Samuel Moyn, a professor of law and history at Yale, maintains that today’s liberals are feeble even when they manage to take their own side. The central thesis of his daring new book, “Liberalism Against Itself: Cold War Intellectuals and the Making of Our Times,” is that Cold War liberals and their contemporary heirs do not champion a stirring vision so much as they adopt a self-protective crouch. Recent examples abound. In an excellent essay about misogyny on the alt-right published last week, Atlantic staff writer Graeme Wood ends by thanking reactionaries for providing liberals with a renewed sense of purpose. “Unchallenged, liberalism’s defenses waned,” he concedes, “and liberals forgot, temporarily, why their cause was worth defending.” They also forgot — and more than temporarily — to not just defend but actively promote their ideals. Meanwhile, New York Times stalwart Ross Douthat recently noted that the Democrats’ presidential campaign is less about touting their own policies than about “abnormalizing” the abuses of their opponents.
The ignominies of Jan. 6 were indeed abnormal, but criticism of the enemy, Moyn argues, must be supplemented with something more substantive and sustaining. If liberalism’s appeal is increasingly tenuous, it is at least in part because it advertises itself in such singularly uninspiring terms. As Moyn, a reluctant liberal, so pithily puts it, “Cold War liberalism was a catastrophe — for liberalism.” But perhaps it is not too late to save the outlook from its own pathologies.
Detractors on both the left and the right tend to sketch the same caricature of the prototypical liberal: a chipper rationalist who is scornfully secular, naively sanguine about humanity’s prospects for self-improvement and devoted to the philosophy of the Enlightenment. “Liberalism Against Itself” takes evident relish in turning these historically dubious dogmas on their heads.
The Cold War liberalism that emerged in the 1940s and ’50s, Moyn claims, was a paranoid and profoundly pessimistic posture, defined almost entirely in opposition to Soviet communism and German and Italian fascism. American historian Arthur Schlesinger Jr. and French philosopher Raymond Aron are most frequently associated with this mid-century turn, but Moyn opts to focus on thinkers he regards as comparatively underappreciated, including the Harvard political theorist Judith Shklar, the Oxford philosopher Isaiah Berlin, the roaming philosopher of science Karl Popper, the liberal-turned-neoconservative Gertrude Himmelfarb, the all-around intellectual celebrity Hannah Arendt and the literary critic Lionel Trilling.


§ Instructions for the task: Leave out the pictures and restate every entry word for word.
** Data provided follows **
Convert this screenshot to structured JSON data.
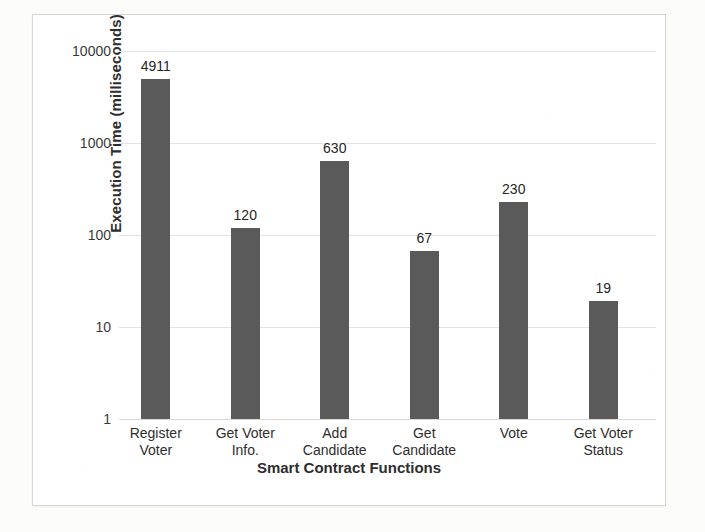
{
  "chart_data": {
    "type": "bar",
    "title": "",
    "xlabel": "Smart Contract Functions",
    "ylabel": "Execution Time (milliseconds)",
    "categories": [
      "Register Voter",
      "Get Voter Info.",
      "Add Candidate",
      "Get Candidate",
      "Vote",
      "Get Voter Status"
    ],
    "category_lines": [
      [
        "Register",
        "Voter"
      ],
      [
        "Get Voter",
        "Info."
      ],
      [
        "Add",
        "Candidate"
      ],
      [
        "Get",
        "Candidate"
      ],
      [
        "Vote",
        ""
      ],
      [
        "Get Voter",
        "Status"
      ]
    ],
    "values": [
      4911,
      120,
      630,
      67,
      230,
      19
    ],
    "value_labels": [
      "4911",
      "120",
      "630",
      "67",
      "230",
      "19"
    ],
    "yscale": "log",
    "ylim": [
      1,
      10000
    ],
    "yticks": [
      10000,
      1000,
      100,
      10,
      1
    ],
    "ytick_labels": [
      "10000",
      "1000",
      "100",
      "10",
      "1"
    ],
    "grid": true,
    "legend": false,
    "bar_color": "#5a5a5a",
    "gridline_color": "#e3e3e3",
    "text_color": "#2e2e2e"
  }
}
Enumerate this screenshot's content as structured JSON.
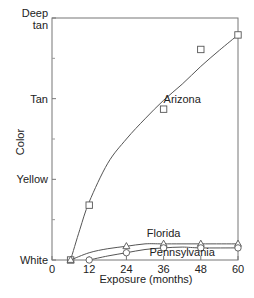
{
  "chart_data": {
    "type": "line",
    "title": "",
    "xlabel": "Exposure (months)",
    "ylabel": "Color",
    "xlim": [
      0,
      60
    ],
    "ylim": [
      0,
      3
    ],
    "x_ticks": [
      0,
      12,
      24,
      36,
      48,
      60
    ],
    "y_ticks": [
      {
        "value": 0,
        "label": "White"
      },
      {
        "value": 1,
        "label": "Yellow"
      },
      {
        "value": 2,
        "label": "Tan"
      },
      {
        "value": 3,
        "label": "Deep tan"
      }
    ],
    "y_minor_ticks": [
      0.5,
      1.5,
      2.5
    ],
    "grid": false,
    "legend": "inline labels",
    "series": [
      {
        "name": "Arizona",
        "marker": "square",
        "points": [
          [
            6,
            0
          ],
          [
            12,
            0.68
          ],
          [
            36,
            1.87
          ],
          [
            48,
            2.61
          ],
          [
            60,
            2.79
          ]
        ],
        "curve": [
          [
            6,
            0
          ],
          [
            9,
            0.38
          ],
          [
            12,
            0.72
          ],
          [
            18,
            1.2
          ],
          [
            24,
            1.5
          ],
          [
            30,
            1.75
          ],
          [
            36,
            1.98
          ],
          [
            42,
            2.18
          ],
          [
            48,
            2.4
          ],
          [
            54,
            2.6
          ],
          [
            60,
            2.79
          ]
        ]
      },
      {
        "name": "Florida",
        "marker": "triangle",
        "points": [
          [
            6,
            0
          ],
          [
            24,
            0.17
          ],
          [
            36,
            0.2
          ],
          [
            48,
            0.2
          ],
          [
            60,
            0.2
          ]
        ],
        "curve": [
          [
            6,
            0
          ],
          [
            12,
            0.09
          ],
          [
            18,
            0.14
          ],
          [
            24,
            0.17
          ],
          [
            30,
            0.2
          ],
          [
            36,
            0.2
          ],
          [
            48,
            0.2
          ],
          [
            60,
            0.2
          ]
        ]
      },
      {
        "name": "Pennsylvania",
        "marker": "circle",
        "points": [
          [
            12,
            0
          ],
          [
            24,
            0.09
          ],
          [
            36,
            0.15
          ],
          [
            48,
            0.15
          ],
          [
            60,
            0.15
          ]
        ],
        "curve": [
          [
            12,
            0
          ],
          [
            18,
            0.05
          ],
          [
            24,
            0.09
          ],
          [
            30,
            0.13
          ],
          [
            36,
            0.15
          ],
          [
            42,
            0.16
          ],
          [
            48,
            0.15
          ],
          [
            60,
            0.15
          ]
        ]
      }
    ],
    "label_positions": {
      "Arizona": [
        42,
        1.95
      ],
      "Florida": [
        36,
        0.28
      ],
      "Pennsylvania": [
        42,
        0.05
      ]
    }
  }
}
** End of Data provided **
§ Answer section:
Convert this screenshot to structured JSON data.
{
  "chart_data": {
    "type": "bar",
    "title": "",
    "xlabel": "Smart Contract Functions",
    "ylabel": "Execution Time (milliseconds)",
    "categories": [
      "Register Voter",
      "Get Voter Info.",
      "Add Candidate",
      "Get Candidate",
      "Vote",
      "Get Voter Status"
    ],
    "category_lines": [
      [
        "Register",
        "Voter"
      ],
      [
        "Get Voter",
        "Info."
      ],
      [
        "Add",
        "Candidate"
      ],
      [
        "Get",
        "Candidate"
      ],
      [
        "Vote",
        ""
      ],
      [
        "Get Voter",
        "Status"
      ]
    ],
    "values": [
      4911,
      120,
      630,
      67,
      230,
      19
    ],
    "value_labels": [
      "4911",
      "120",
      "630",
      "67",
      "230",
      "19"
    ],
    "yscale": "log",
    "ylim": [
      1,
      10000
    ],
    "yticks": [
      10000,
      1000,
      100,
      10,
      1
    ],
    "ytick_labels": [
      "10000",
      "1000",
      "100",
      "10",
      "1"
    ],
    "grid": true,
    "legend": false,
    "bar_color": "#5a5a5a",
    "gridline_color": "#e3e3e3",
    "text_color": "#2e2e2e"
  }
}
Enumerate this screenshot's content as structured JSON.
{
  "chart_data": {
    "type": "line",
    "title": "",
    "xlabel": "Exposure (months)",
    "ylabel": "Color",
    "xlim": [
      0,
      60
    ],
    "ylim": [
      0,
      3
    ],
    "x_ticks": [
      0,
      12,
      24,
      36,
      48,
      60
    ],
    "y_ticks": [
      {
        "value": 0,
        "label": "White"
      },
      {
        "value": 1,
        "label": "Yellow"
      },
      {
        "value": 2,
        "label": "Tan"
      },
      {
        "value": 3,
        "label": "Deep tan"
      }
    ],
    "y_minor_ticks": [
      0.5,
      1.5,
      2.5
    ],
    "grid": false,
    "legend": "inline labels",
    "series": [
      {
        "name": "Arizona",
        "marker": "square",
        "points": [
          [
            6,
            0
          ],
          [
            12,
            0.68
          ],
          [
            36,
            1.87
          ],
          [
            48,
            2.61
          ],
          [
            60,
            2.79
          ]
        ],
        "curve": [
          [
            6,
            0
          ],
          [
            9,
            0.38
          ],
          [
            12,
            0.72
          ],
          [
            18,
            1.2
          ],
          [
            24,
            1.5
          ],
          [
            30,
            1.75
          ],
          [
            36,
            1.98
          ],
          [
            42,
            2.18
          ],
          [
            48,
            2.4
          ],
          [
            54,
            2.6
          ],
          [
            60,
            2.79
          ]
        ]
      },
      {
        "name": "Florida",
        "marker": "triangle",
        "points": [
          [
            6,
            0
          ],
          [
            24,
            0.17
          ],
          [
            36,
            0.2
          ],
          [
            48,
            0.2
          ],
          [
            60,
            0.2
          ]
        ],
        "curve": [
          [
            6,
            0
          ],
          [
            12,
            0.09
          ],
          [
            18,
            0.14
          ],
          [
            24,
            0.17
          ],
          [
            30,
            0.2
          ],
          [
            36,
            0.2
          ],
          [
            48,
            0.2
          ],
          [
            60,
            0.2
          ]
        ]
      },
      {
        "name": "Pennsylvania",
        "marker": "circle",
        "points": [
          [
            12,
            0
          ],
          [
            24,
            0.09
          ],
          [
            36,
            0.15
          ],
          [
            48,
            0.15
          ],
          [
            60,
            0.15
          ]
        ],
        "curve": [
          [
            12,
            0
          ],
          [
            18,
            0.05
          ],
          [
            24,
            0.09
          ],
          [
            30,
            0.13
          ],
          [
            36,
            0.15
          ],
          [
            42,
            0.16
          ],
          [
            48,
            0.15
          ],
          [
            60,
            0.15
          ]
        ]
      }
    ],
    "label_positions": {
      "Arizona": [
        42,
        1.95
      ],
      "Florida": [
        36,
        0.28
      ],
      "Pennsylvania": [
        42,
        0.05
      ]
    }
  }
}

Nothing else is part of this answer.